Anthony Levandowski must remain quarantined from Uber’s work on lidar, the laser component that helps an autonomous vehicle see its surroundings, until the lawsuit by his former employer, Waymo, is resolved, U.S. District Judge William Alsup said. He issued the ruling on Thursday, but didn’t make it public until the companies had redacted sensitive material.

Alsup stopped short of issuing a broader order that may have stalled Uber’s program for the duration of the court battle, saying he didn’t find clear evidence of wrongdoing by the ride-hailing company. He granted Waymo’s bid for expedited discovery. A trial is scheduled for October.

Both companies claimed success, with Waymo saying it would use the speedier discovery schedule to “hold Uber fully responsible for its misconduct.” Uber hailed the decision as allowing it to “continue building and utilizing all of its self-driving technology” and said that a trial will “demonstrate that our technology has been built independently.”

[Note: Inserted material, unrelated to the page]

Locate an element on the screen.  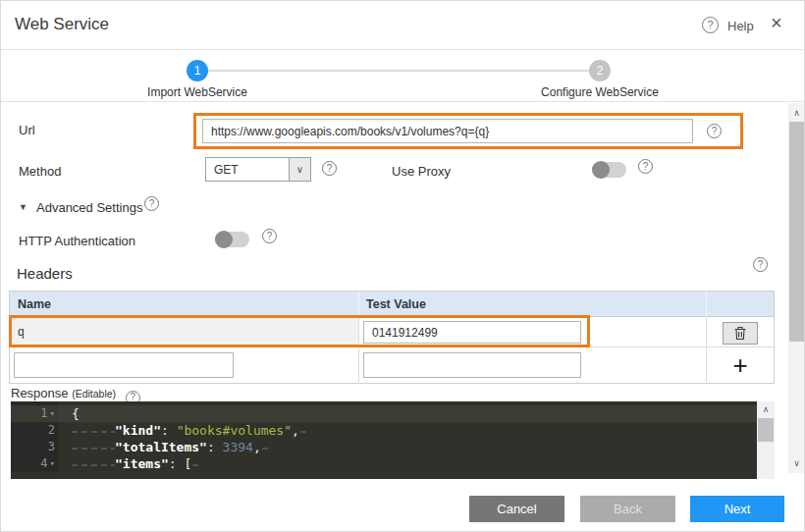
scroll-down-icon: ∨ is located at coordinates (797, 463).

Waymo claims that in October 2015, Levandowski and Uber hatched a plan for him to steal confidential information. Two months later, Waymo alleges he downloaded more than 14,000 proprietary files, including the designs for lidar technology that helps driverless cars see their surroundings, to his personal laptop. The next month, Levandowski quit and started Otto LLC, which Uber bought that August.

On Thursday, Alsup also referred the allegations to prosecutors to review for a possible criminal case. Levandowski, who isn’t a defendant in Waymo’s suit, has refused to testify, asserting his rights against self-incrimination.

The case is Waymo LLC v. Uber Technologies Inc., 17-cv-00939, U.S. District Court, Northern District of California (San Francisco).